Spanish vocabulary · Beginner
How to Say Sausage in Spanish: Salchicha, Chorizo & More
Salchicha · noun · sahl-CHEE-chah
Spanish offers several words for 'sausage,' each pointing to a different type. Salchicha is the go-to term for a generic, fresh, or hot-dog-style sausage. Chorizo denotes the famous cured pork sausage seasoned with paprika, a staple in Spanish and Mexican cooking (though the two versions differ greatly). Embutido is a broader umbrella term for any cured or stuffed meat product, and longaniza refers to a long, thin sausage popular in many Latin American countries and parts of Spain.
Salchicha is pronounced sahl-CHEE-chah. Stress falls on the second syllable. The 'ch' is like English 'ch' in 'church.' Chorizo is pronounced choh-REE-soh in most dialects, with the stress on the second syllable. Be careful not to add an English 'tz' sound — it is a clean 's' or 'th' depending on dialect.
Compré salchichas para la parrillada de este fin de semana.
I bought sausages for this weekend's barbecue.
Sausage in Spanish: Quick Reference
Below are the most common Spanish words for sausage, with pronunciation and regional usage notes.
| Spanish | English | Pronunciation | Region / Register |
|---|---|---|---|
| salchicha | sausage | sahl-CHEE-chah | Default, widely understood |
| chorizo | sausage | cured or smoked pork sausage | |
| embutido | sausage | general category for cured/processed meats | |
| longaniza | sausage | long thin sausage, regional varieties |
How Native Speakers Use Salchicha
Real example sentences across three contexts you'll actually run into.
Ordering at a market
¿Me da medio kilo de salchichas, por favor?
Can you give me half a kilo of sausages, please?
At a butcher shop or market, salchichas typically refers to fresh, uncooked sausage links.
Discussing traditional food
El chorizo español lleva pimentón, no chile como el mexicano.
Spanish chorizo uses paprika, not chili peppers like the Mexican kind.
Spanish chorizo is dry-cured and sliceable, while Mexican chorizo is fresh and crumbly — they are very different products.
Referring to cured meats in general
En la tabla de embutidos hay jamón, chorizo y longaniza.
On the cured meats board there is ham, chorizo, and longaniza.
Embutido works as a collective noun when talking about an assortment of processed or cured meat products.
Avoid These Mistakes When Using Salchicha
Using chorizo for any sausage
Incorrect: Quiero un chorizo para el hot dog.
Correct: Quiero una salchicha para el hot dog.
Chorizo refers specifically to a seasoned, cured pork sausage. A plain hot-dog sausage is a salchicha.
Assuming chorizo is the same everywhere
Incorrect: Voy a freír el chorizo español en la sartén hasta que se desmorone.
Correct: Voy a cortar el chorizo español en rodajas para servirlo.
Spanish chorizo is firm and dry-cured — it is sliced and eaten as is or briefly cooked. It does not crumble like Mexican chorizo, which is raw ground meat.
Lock in Sausage Vocabulary with the Parrot Method
Why word lists alone don't stick
Memorizing a translation feels productive, but most learners forget 70% of what they studied within 48 hours. Vocabulary needs spaced repetition AND real-world exposure to transfer to long-term memory.
See Salchicha used by native speakers
Parrot's short-form videos feature native speakers using salchicha in real situations. Context-based exposure beats flashcards, you hear Compré salchichas para la parrillada de este fin de semana. while watching someone live the moment, connecting meaning, sound, and rhythm at once.
Save, review, repeat, stay consistent
Tap any word to save it. Parrot's spaced-repetition system surfaces it right before you'd forget, no manual flashcard creation. The watch, parrot back, save, review cycle turns recognition into fluency at 2.7x the speed of traditional study.
Common Questions About Sausage in Spanish
- What is the difference between salchicha and chorizo?
- Salchicha is a generic, mild sausage similar to a hot dog or bratwurst. Chorizo is a specific type of sausage made with pork and seasoned heavily with paprika (in Spain) or chili peppers (in Mexico). They are not interchangeable.
- What does embutido mean exactly?
- Embutido literally means 'stuffed' and refers to any meat product that has been ground, seasoned, and stuffed into a casing. It covers salchichas, chorizo, longaniza, morcilla (blood sausage), and more. Think of it as the Spanish equivalent of 'charcuterie' or 'cold cuts.'
- How do you say 'hot dog' in Spanish?
- The sausage itself is a salchicha. The full sandwich is often called a perro caliente (literal translation) in some countries, while others simply say 'hot dog' as a borrowed English term. In Mexico you may also hear jochos, a slang abbreviation.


TASK TO CARRY OUT: All entries below must be given again exactly as they stand.

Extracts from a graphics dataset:
- - - -

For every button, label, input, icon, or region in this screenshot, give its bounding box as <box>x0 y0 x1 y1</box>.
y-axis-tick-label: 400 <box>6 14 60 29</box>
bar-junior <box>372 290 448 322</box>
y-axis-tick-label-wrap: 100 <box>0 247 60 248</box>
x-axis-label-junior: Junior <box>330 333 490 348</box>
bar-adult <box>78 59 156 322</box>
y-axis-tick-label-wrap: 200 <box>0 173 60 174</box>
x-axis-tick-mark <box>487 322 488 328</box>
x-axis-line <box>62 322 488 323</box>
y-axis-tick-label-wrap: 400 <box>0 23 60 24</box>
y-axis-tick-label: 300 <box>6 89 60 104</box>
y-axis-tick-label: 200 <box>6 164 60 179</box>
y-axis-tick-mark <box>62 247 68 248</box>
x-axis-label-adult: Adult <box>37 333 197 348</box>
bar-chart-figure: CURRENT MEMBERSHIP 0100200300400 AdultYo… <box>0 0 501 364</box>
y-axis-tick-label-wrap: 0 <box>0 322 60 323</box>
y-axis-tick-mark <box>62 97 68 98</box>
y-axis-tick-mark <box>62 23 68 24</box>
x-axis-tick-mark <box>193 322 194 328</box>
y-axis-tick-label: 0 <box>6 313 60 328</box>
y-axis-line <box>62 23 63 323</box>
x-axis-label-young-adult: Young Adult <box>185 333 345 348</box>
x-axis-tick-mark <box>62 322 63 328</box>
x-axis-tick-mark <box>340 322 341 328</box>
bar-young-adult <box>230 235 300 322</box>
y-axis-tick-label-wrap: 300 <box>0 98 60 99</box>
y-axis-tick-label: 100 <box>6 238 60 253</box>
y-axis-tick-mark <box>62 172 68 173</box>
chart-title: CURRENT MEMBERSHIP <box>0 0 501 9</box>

- - - -

TASK RESPONSE:
For every button, label, input, icon, or region in this screenshot, give its bounding box as <box>x0 y0 x1 y1</box>.
y-axis-tick-label: 400 <box>6 14 60 29</box>
bar-junior <box>372 290 448 322</box>
y-axis-tick-label-wrap: 100 <box>0 247 60 248</box>
x-axis-label-junior: Junior <box>330 333 490 348</box>
bar-adult <box>78 59 156 322</box>
y-axis-tick-label-wrap: 200 <box>0 173 60 174</box>
x-axis-tick-mark <box>487 322 488 328</box>
x-axis-line <box>62 322 488 323</box>
y-axis-tick-label-wrap: 400 <box>0 23 60 24</box>
y-axis-tick-label: 300 <box>6 89 60 104</box>
y-axis-tick-label: 200 <box>6 164 60 179</box>
y-axis-tick-mark <box>62 247 68 248</box>
x-axis-label-adult: Adult <box>37 333 197 348</box>
bar-chart-figure: CURRENT MEMBERSHIP 0100200300400 AdultYo… <box>0 0 501 364</box>
y-axis-tick-label-wrap: 0 <box>0 322 60 323</box>
y-axis-tick-mark <box>62 97 68 98</box>
y-axis-tick-mark <box>62 23 68 24</box>
x-axis-tick-mark <box>193 322 194 328</box>
y-axis-tick-label: 0 <box>6 313 60 328</box>
y-axis-line <box>62 23 63 323</box>
x-axis-label-young-adult: Young Adult <box>185 333 345 348</box>
x-axis-tick-mark <box>62 322 63 328</box>
x-axis-tick-mark <box>340 322 341 328</box>
bar-young-adult <box>230 235 300 322</box>
y-axis-tick-label-wrap: 300 <box>0 98 60 99</box>
y-axis-tick-label: 100 <box>6 238 60 253</box>
y-axis-tick-mark <box>62 172 68 173</box>
chart-title: CURRENT MEMBERSHIP <box>0 0 501 9</box>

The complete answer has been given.